The amount we send to Ukraine is minimal and would do little to help in the cost of living problems. Standing up to Russia is a vital major strategic responsibility. If we give up on Ukraine you think that Putin will stop there ? Anyway, your comment has little to do with the article which is about internal ideological conflicts within a country caused by the Ukraine war.

Iris C
Iris C
1 year ago
Reply to  chris Barton

I think you are right and would hazard a guess that the majority of people in the UK would put the welfare of their families, their mortgages and their future livlihoods before destroying (and then having to rebuild) a country on the outskirts of Europe which has no chance of victory. The conflict will just go on and on unless the UN steps in and brokers a peace deal. (When it was discussed in the UN originally I think only 43 countries gave support with 37 abstentions)

Michael Stewart
Michael Stewart
1 year ago
Reply to  chris Barton

Where are these everyones? Sure your telling the truth about what you’re hearing but it would be interesting to know what part of the U.K. and who you’re talking about. In east london this is for sure not the chat at the bus stop…

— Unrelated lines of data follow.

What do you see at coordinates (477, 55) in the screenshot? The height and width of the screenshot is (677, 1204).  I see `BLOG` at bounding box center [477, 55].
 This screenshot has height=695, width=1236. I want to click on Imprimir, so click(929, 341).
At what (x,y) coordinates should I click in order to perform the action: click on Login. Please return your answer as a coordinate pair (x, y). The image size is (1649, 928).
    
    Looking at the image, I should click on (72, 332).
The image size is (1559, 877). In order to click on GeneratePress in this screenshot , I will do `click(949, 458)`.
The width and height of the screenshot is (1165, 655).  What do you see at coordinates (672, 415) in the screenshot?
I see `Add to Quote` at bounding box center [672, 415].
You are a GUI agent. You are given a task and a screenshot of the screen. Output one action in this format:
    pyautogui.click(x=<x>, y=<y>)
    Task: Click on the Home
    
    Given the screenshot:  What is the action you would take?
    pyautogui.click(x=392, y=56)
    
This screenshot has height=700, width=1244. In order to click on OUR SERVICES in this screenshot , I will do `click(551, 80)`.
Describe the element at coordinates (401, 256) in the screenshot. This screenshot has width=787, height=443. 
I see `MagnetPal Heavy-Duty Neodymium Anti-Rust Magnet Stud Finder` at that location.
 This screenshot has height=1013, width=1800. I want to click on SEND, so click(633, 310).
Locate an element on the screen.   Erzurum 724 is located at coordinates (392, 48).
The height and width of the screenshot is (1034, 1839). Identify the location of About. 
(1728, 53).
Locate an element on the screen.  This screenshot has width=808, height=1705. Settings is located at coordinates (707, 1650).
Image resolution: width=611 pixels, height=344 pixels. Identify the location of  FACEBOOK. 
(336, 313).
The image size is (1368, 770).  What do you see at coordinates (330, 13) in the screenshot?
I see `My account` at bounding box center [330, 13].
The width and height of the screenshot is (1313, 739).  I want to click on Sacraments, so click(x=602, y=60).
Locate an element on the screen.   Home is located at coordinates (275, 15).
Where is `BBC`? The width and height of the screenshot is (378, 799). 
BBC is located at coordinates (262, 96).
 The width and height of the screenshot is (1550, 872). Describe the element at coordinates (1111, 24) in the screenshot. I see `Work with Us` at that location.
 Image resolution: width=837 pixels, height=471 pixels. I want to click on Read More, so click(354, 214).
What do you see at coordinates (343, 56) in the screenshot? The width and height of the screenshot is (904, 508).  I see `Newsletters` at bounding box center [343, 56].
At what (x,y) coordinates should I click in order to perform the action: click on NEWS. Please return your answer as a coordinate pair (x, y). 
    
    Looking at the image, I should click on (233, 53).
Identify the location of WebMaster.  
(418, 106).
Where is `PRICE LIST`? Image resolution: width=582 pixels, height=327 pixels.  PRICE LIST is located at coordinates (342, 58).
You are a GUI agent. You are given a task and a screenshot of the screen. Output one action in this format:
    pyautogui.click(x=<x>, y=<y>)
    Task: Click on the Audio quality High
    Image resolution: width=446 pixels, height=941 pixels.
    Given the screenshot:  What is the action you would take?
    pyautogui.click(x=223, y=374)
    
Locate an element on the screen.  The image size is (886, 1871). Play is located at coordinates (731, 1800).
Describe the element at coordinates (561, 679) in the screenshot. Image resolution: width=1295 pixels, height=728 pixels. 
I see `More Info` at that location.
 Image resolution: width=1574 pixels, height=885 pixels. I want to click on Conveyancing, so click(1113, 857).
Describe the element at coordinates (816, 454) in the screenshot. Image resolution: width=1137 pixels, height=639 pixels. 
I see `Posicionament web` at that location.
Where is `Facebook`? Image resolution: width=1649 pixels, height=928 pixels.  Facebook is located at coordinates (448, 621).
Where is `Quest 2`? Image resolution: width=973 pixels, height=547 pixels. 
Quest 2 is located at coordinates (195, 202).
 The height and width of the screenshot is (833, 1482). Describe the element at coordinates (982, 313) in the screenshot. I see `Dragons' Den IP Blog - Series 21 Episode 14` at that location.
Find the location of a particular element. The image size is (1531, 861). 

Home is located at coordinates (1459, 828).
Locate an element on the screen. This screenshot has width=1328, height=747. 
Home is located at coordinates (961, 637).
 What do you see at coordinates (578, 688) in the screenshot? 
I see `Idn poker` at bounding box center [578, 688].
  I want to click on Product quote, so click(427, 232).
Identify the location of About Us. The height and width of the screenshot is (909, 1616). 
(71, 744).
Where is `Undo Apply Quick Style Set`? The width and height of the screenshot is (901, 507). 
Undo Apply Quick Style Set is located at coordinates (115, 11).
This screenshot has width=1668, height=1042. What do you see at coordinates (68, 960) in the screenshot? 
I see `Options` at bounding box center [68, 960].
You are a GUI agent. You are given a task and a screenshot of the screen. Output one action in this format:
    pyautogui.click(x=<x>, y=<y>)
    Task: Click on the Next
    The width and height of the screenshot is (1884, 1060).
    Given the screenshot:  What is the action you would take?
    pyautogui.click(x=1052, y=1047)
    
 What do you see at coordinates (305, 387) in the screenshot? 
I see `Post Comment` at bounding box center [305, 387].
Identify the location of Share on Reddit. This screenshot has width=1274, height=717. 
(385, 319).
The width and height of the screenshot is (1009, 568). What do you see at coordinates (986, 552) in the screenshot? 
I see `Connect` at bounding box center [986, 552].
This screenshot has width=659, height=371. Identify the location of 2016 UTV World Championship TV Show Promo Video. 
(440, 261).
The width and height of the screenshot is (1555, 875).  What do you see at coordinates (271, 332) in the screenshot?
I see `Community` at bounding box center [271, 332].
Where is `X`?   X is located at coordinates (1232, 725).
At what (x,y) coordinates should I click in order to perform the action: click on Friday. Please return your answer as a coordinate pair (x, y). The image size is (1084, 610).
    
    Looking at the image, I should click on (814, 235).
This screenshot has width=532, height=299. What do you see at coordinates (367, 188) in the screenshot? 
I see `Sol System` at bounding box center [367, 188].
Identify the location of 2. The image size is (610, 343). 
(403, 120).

professor50018@gmail.com professor50018@gmail.com
Reply to  chris Barton

I hear the same thing in the United States.

professor50018@gmail.com professor50018@gmail.com

Greetings from Southern California. I will be staying in Prague for at least 3 months and maybe more so anything to do with the Czech Republic is important to me.

professor50018@gmail.com professor50018@gmail.com

In the United States we have conservatives who say we should help poor Americans first before helping any refugees and then they don’t want to help anybody refugees or poor Americans.

Jeff Andrews
Jeff Andrews
1 year ago

It’s getting to the stage where I can’t even look at that repulsive p and tears flag of theres. If you want to support a bunch of violent bigots who feed their army(sic) psychotropic drugs and little else, be my guest. But you know you are supporting terrorism by UK forces which will have serious consequences for us and you know we wouldn’t last long against the Russian army.
We’ve less than 15, 000 infantry for goodness sake, get a grip!

Helen E
Helen E
1 year ago
Reply to  Jeff Andrews

What’s the p and tears flag, sorry? Trying to keep up.

Northern Observer
Northern Observer
1 year ago

If you’re not pro Russian by now you’re just not paying attention.

Jeff Andrews
Jeff Andrews
1 year ago

I just think it’s the suppressed bigotry and superiority complex inherent in all Europeans (especially us Brits) coming out. We can legally hate Russians, great! Just please dont bring back conscription and make us actually fight them.